While he was able to finish his education, he still hadn’t found his “Yosemite Valley” in photography. However, in 1983, he made a trip to Israel for the first time.
“The thing that hasn’t been lost with a lot of the turmoil over these centuries is what a wonderland of natural beauty and hidden, stunning terrain, natural landscapes that Israel possesses,” Mitchum said.
“You have the ranges up around the Golan heights/urman, the mediterranean ocean. You’ve got the deserts. It’s such a fascinating place. I went in and after three days I literally fell in love with the culture, the beauty of the land, the history, the thousands of years. I mean there’s nothing like it in the world.”
This was it. This was his Yosemite. Mitchum had not only found his own Yosemite Valley, but he felt he’d stumbled upon a side of Israel that people don’t often see.
Now, Mitchum is finalizing funding and in the preliminary process of filming “Planet Israel.” It will be an exploration of the natural landscapes and stories from the land that Mitchum encountered in that first trip from 1983.
In addition to Planet Israel, Mitchum was part of the process of filming Planet California, a documentary celebrating the diverse wildlife and nature found in the state. His work has been sought by National Geographic and displayed on the walls of several fine art museums including the Getty Museum, Smithsonian Institute and Museum of Natural History San Diego.

While the nature around him has remained beautiful and opportunities for photography remain vast, life hasn’t always been easy. After losing his wife in 2016 to cancer, Mitchum’s world toppled. While deep in his grieving process, he struggled to find normalcy in his life and creativity. Finally, a friend reached out and asked whether he wanted to take a spring trip to Yosemite and take photos from Half Dome. Mitchum realized it was time to get out and dust off his cameras.
Up on Half Dome, looking down instead of looking up like he did with Ansel Adams, the perspective was different.
“I’m up there, sitting on this boulder, looking straight down 3,000 feet, right on the edge,” Mitchum said. “It was a beautiful evening — no sounds from people, there is no television, no phones, there’s nothing.”
“It’s just my senses. I remember smelling distinctly nature; the pine trees. I remember the touch of the wind moving through my hair. All five senses, and throw in the 6th spiritual sense, were fully emboldened and alive. That is when I say, ‘this is what normal is.’ It is when we come to our base of humanity. When there is nothing exposed to our soul except God, nature, there’s no outside influence to tell us to go this direction. I said, this is the definition of normal. I think that’s what my images portray: the way it’s supposed to be. It’s a very definitive, sharp image.”

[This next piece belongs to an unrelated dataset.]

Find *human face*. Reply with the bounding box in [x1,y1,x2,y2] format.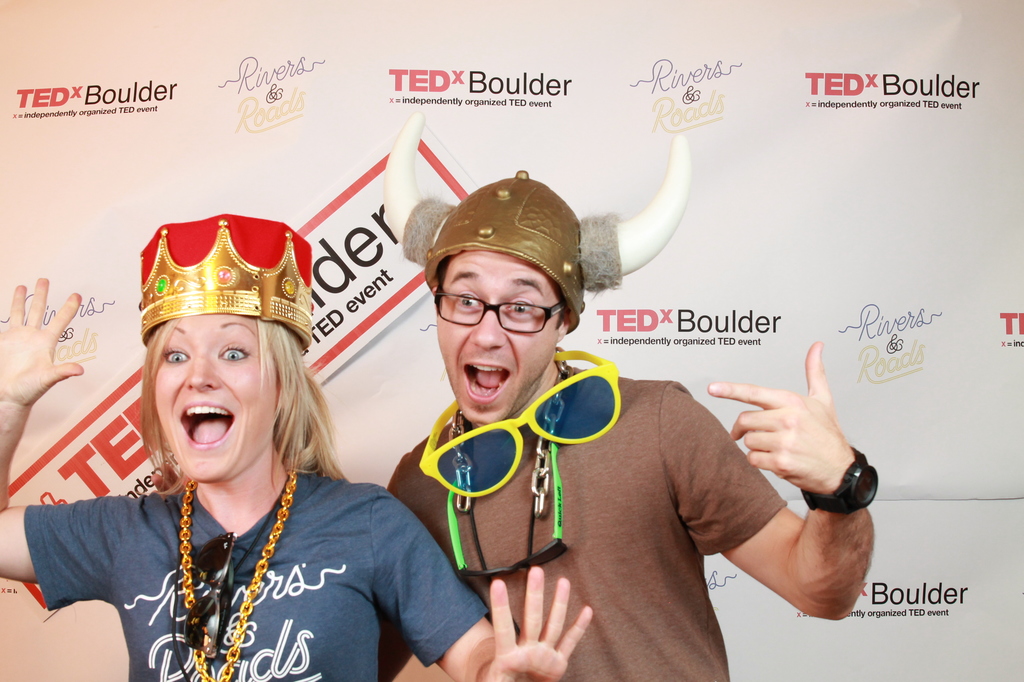
[435,252,558,425].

“This is what normal is. It is when we come to our base of humanity. When there is nothing exposed to our soul except God, nature, there’s no outside influence to tell us to go this direction.”
While “normal” is hard to find after immense loss and grief, God and nature seem to be part of the answer. And these things continue to be seen in Mitchum’s work. From his nature documentaries to a new installation at the Griffith Observatory in L.A., Mitchum’s creativity transcends Yosemite and is pioneering what it means to capture moments of beauty in nature.

His advice for others hoping to break into the field of landscape photography:
“It’s such a hard field,” Mitchum said. “It is so difficult to sell your work.”
“In real estate they say location, location, location. In my field, I tell people, portfolio, portfolio, portfolio. Have a wide, diverse body of work, all four seasons, have your city scapes, mountain scapes, seascapes.That’s what people are looking for. They’re looking for something that resonates with an emotional connection.”
And, most importantly, his advice for finding Yosemite:
“The definition of success is being the person that God wants you to be. Don’t drift and let external influences become your rudder,” Mitchum said. “I look at you and I wonder, admire, respect how God made you. Don’t be somebody else.”